The Man from St. Petersburg
a chance to go back onstage, and he began to remember how absorbing and fascinating the whole business was: the secrecy; the gambler’s art of negotiation; the conflicts of personalities; the cautious use of persuasion, bullying or the threat of war. The Russians were not easy to deal with, he recalled; they tended to be capricious, obstinate and arrogant. But Aleks would be manageable. When Walden married Lydia, Aleks had been at the wedding, a ten-year-old in a sailor suit: later Aleks had spent a couple of years at Oxford University and had visited Walden Hall during the vacations. The boy’s father was dead, so Walden gave him rather more time than he might normally have spent with an adolescent, and was delightfully rewarded by a friendship with a lively young mind.
    It was a splendid foundation for negotiation. I believe I might be able to bring it off, he thought. What a triumph that would be!
    Churchill said: “May I take it, then, that you’ll do it?”
    “Of course,” said Walden.

    Lydia stood up. “No, don’t get up,” she said as the men stood with her. “I’ll leave you to talk politics. Will you stay for dinner, Mr. Churchill?”
    “I’ve an engagement in Town, unfortunately.”
    “Then I shall say good-bye.” She shook his hand.

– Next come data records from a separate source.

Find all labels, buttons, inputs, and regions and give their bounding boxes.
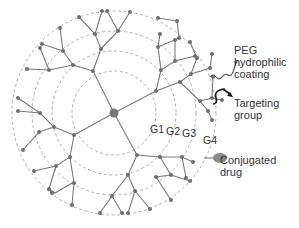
branch-nodes: [16, 9, 224, 215]
core-node: [110, 109, 119, 118]
targeting-label: Targeting group: [234, 97, 279, 121]
peg-label: PEG hydrophilic coating: [234, 44, 287, 80]
label-g4: G4: [203, 134, 217, 146]
peg-label-line3: coating: [234, 68, 287, 80]
drug-label-line1: Conjugated: [220, 154, 276, 166]
label-g1: G1: [150, 123, 164, 135]
peg-label-line1: PEG: [234, 44, 287, 56]
peg-label-line2: hydrophilic: [234, 56, 287, 68]
label-g2: G2: [166, 125, 180, 137]
drug-label-line2: drug: [220, 166, 276, 178]
targeting-label-line1: Targeting: [234, 97, 279, 109]
drug-label: Conjugated drug: [220, 154, 276, 178]
label-g3: G3: [182, 127, 196, 139]
targeting-label-line2: group: [234, 109, 279, 121]
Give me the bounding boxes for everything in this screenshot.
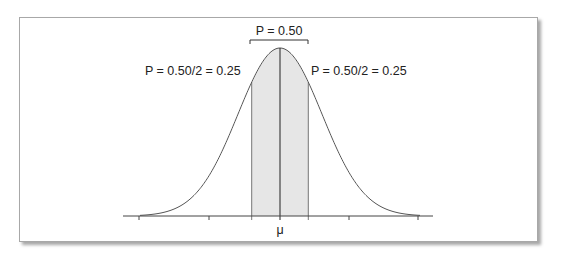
label-left-probability: P = 0.50/2 = 0.25: [145, 64, 241, 78]
x-axis-ticks: [139, 216, 418, 220]
label-top-probability: P = 0.50: [256, 24, 303, 38]
normal-distribution-chart: P = 0.50 P = 0.50/2 = 0.25 P = 0.50/2 = …: [0, 0, 562, 259]
probability-bracket: [250, 40, 308, 44]
label-right-probability: P = 0.50/2 = 0.25: [311, 64, 407, 78]
mean-label: μ: [276, 223, 283, 237]
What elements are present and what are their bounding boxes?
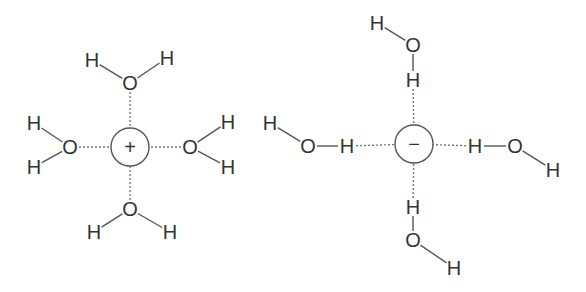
hydrogen-bond	[433, 145, 466, 146]
oxygen-atom: O	[300, 135, 316, 157]
oh-covalent-bond	[137, 63, 159, 78]
hydrogen-atom: H	[340, 135, 354, 157]
oxygen-atom: O	[405, 229, 421, 251]
hydrogen-atom: H	[447, 257, 461, 279]
oh-covalent-bond	[523, 151, 546, 165]
oxygen-atom: O	[122, 72, 138, 94]
hydrogen-atom: H	[370, 12, 384, 34]
oh-covalent-bond	[138, 213, 162, 227]
hydrogen-atom: H	[160, 47, 174, 69]
oxygen-atom: O	[507, 135, 523, 157]
hydrogen-bond	[413, 163, 414, 198]
oh-covalent-bond	[385, 28, 406, 41]
hydrogen-atom: H	[546, 159, 560, 181]
oh-covalent-bond	[198, 127, 221, 142]
oh-covalent-bond	[198, 151, 220, 163]
anion-hydration-shell: −OHHOHHOHHOHH	[263, 12, 560, 279]
hydrogen-atom: H	[263, 112, 277, 134]
hydrogen-atom: H	[27, 112, 41, 134]
oxygen-atom: O	[405, 34, 421, 56]
oh-covalent-bond	[102, 214, 123, 227]
oh-covalent-bond	[420, 245, 446, 263]
oh-covalent-bond	[41, 128, 62, 142]
oh-covalent-bond	[278, 128, 301, 142]
hydrogen-atom: H	[406, 69, 420, 91]
hydrogen-atom: H	[221, 111, 235, 133]
cation-symbol: +	[124, 136, 136, 158]
hydrogen-atom: H	[27, 156, 41, 178]
hydrogen-bond	[356, 145, 395, 146]
hydrogen-atom: H	[87, 221, 101, 243]
hydrogen-atom: H	[406, 196, 420, 218]
hydrogen-bond	[413, 89, 414, 125]
hydrogen-atom: H	[468, 135, 482, 157]
oxygen-atom: O	[182, 136, 198, 158]
hydrogen-atom: H	[85, 49, 99, 71]
cation-hydration-shell: +OHHOHHOHHOHH	[27, 47, 235, 243]
oh-covalent-bond	[100, 65, 123, 79]
hydration-diagram: +OHHOHHOHHOHH −OHHOHHOHHOHH	[0, 0, 586, 292]
oxygen-atom: O	[122, 198, 138, 220]
oxygen-atom: O	[62, 136, 78, 158]
anion-symbol: −	[408, 133, 420, 155]
hydrogen-atom: H	[163, 221, 177, 243]
oh-covalent-bond	[42, 151, 62, 162]
hydrogen-atom: H	[221, 156, 235, 178]
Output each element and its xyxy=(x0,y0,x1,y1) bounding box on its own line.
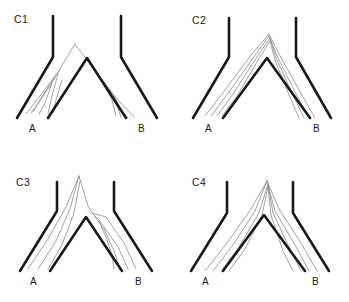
thin-lines-right-c3 xyxy=(79,176,136,269)
panel-label-c1: C1 xyxy=(14,13,28,25)
panel-label-c4: C4 xyxy=(192,176,206,188)
panel-c3: C3 A B xyxy=(0,151,174,302)
thick-arm-left-c4 xyxy=(191,182,227,271)
thin-lines-left-c1 xyxy=(26,44,75,114)
thick-arm-left-c3 xyxy=(20,182,57,271)
tip-label-a-c4: A xyxy=(202,276,209,287)
thick-arm-right-c3 xyxy=(114,182,152,271)
thin-lines-left-c2 xyxy=(205,34,270,116)
tip-label-b-c4: B xyxy=(312,276,319,287)
thick-arm-right-c1 xyxy=(121,16,157,118)
panel-c3-drawing xyxy=(0,151,174,302)
panel-label-c3: C3 xyxy=(16,176,30,188)
thin-lines-right-c1 xyxy=(75,44,134,118)
tip-label-a-c2: A xyxy=(205,123,212,134)
tip-label-b-c3: B xyxy=(135,276,142,287)
tip-label-a-c1: A xyxy=(29,123,36,134)
thin-lines-left-c4 xyxy=(205,181,268,271)
thick-arm-left-c2 xyxy=(193,18,229,118)
panel-c4: C4 A B xyxy=(175,151,349,302)
tip-label-b-c1: B xyxy=(138,123,145,134)
panel-label-c2: C2 xyxy=(192,14,206,26)
tip-label-a-c3: A xyxy=(30,276,37,287)
panel-c1: C1 A B xyxy=(0,0,174,151)
tip-label-b-c2: B xyxy=(313,123,320,134)
figure-canvas: C1 A B C2 A B xyxy=(0,0,349,302)
thick-inner-v-c2 xyxy=(223,58,310,118)
panel-c2: C2 A B xyxy=(175,0,349,151)
thick-arm-right-c4 xyxy=(293,182,329,271)
thin-lines-left-c3 xyxy=(28,176,80,269)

    She went out of the Octagon, which was where they always had tea, and walked across the great hall, through the small hall and into the flower room. At the same time one of the undergardeners—she did not know his name—came in through the garden door with an armful of tulips, pink and yellow, for the dinner table. One of the things Lydia loved about England in general and Walden Hall in particular was the wealth of flowers, and she always had fresh ones cut morning and evening, even in winter when they had to be grown in the hothouses.
    The gardener touched his cap—he did not have to take it off unless he was spoken to, for the flower room was notionally part of the garden—and laid the flowers on a marble table, then went out. Lydia sat down and breathed the cool, scented air. This was a good room in which to recover from shocks, and the talk of St. Petersburg had unnerved her. She remembered Aleksey Andreyevich as a shy, pretty little boy at her wedding; and she remembered that as the most unhappy day of her life.
    It was perverse of her, she thought, to make the flower room her sanctuary. This house had rooms for almost every purpose: different rooms for breakfast, lunch, tea and dinner; a room for billiards and another in which to keep guns; special rooms for washing clothes, ironing, making jam, cleaning silver, hanging game, keeping wine, brushing suits … Her own suite had a bedroom, a dressing room and a sitting room. And yet, when she wanted to be at peace, she would come here and sit on a hard chair and look at the crude stone sink and the cast-iron legs of the marble table. Her husband also had an unofficial sanctuary, she had noticed: when Stephen was disturbed about something he would go to the gun room and read the game book.
    So Aleks would be her guest in London for the season. They would talk of home, and the snow and the ballet and the bombs; and seeing Aleks would make her think of another young Russian, the man she had not married.
    It was nineteen years since she had seen that man, but still the mere mention of St. Petersburg could bring him to mind and make her skin crawl beneath the watered silk of her tea gown. He had been nineteen, the same age as she, a hungry student with long black hair, the face of a wolf and the eyes of a spaniel. He was as thin as a rail. His skin was white, the hair of his body soft, dark and adolescent; and he had clever, clever hands. She blushed now, not at the thought of his body but at the thought of her own, betraying her, maddening her with pleasure, making her cry out shamefully. I was wicked, she thought, and I am wicked still, for I should like to do it again.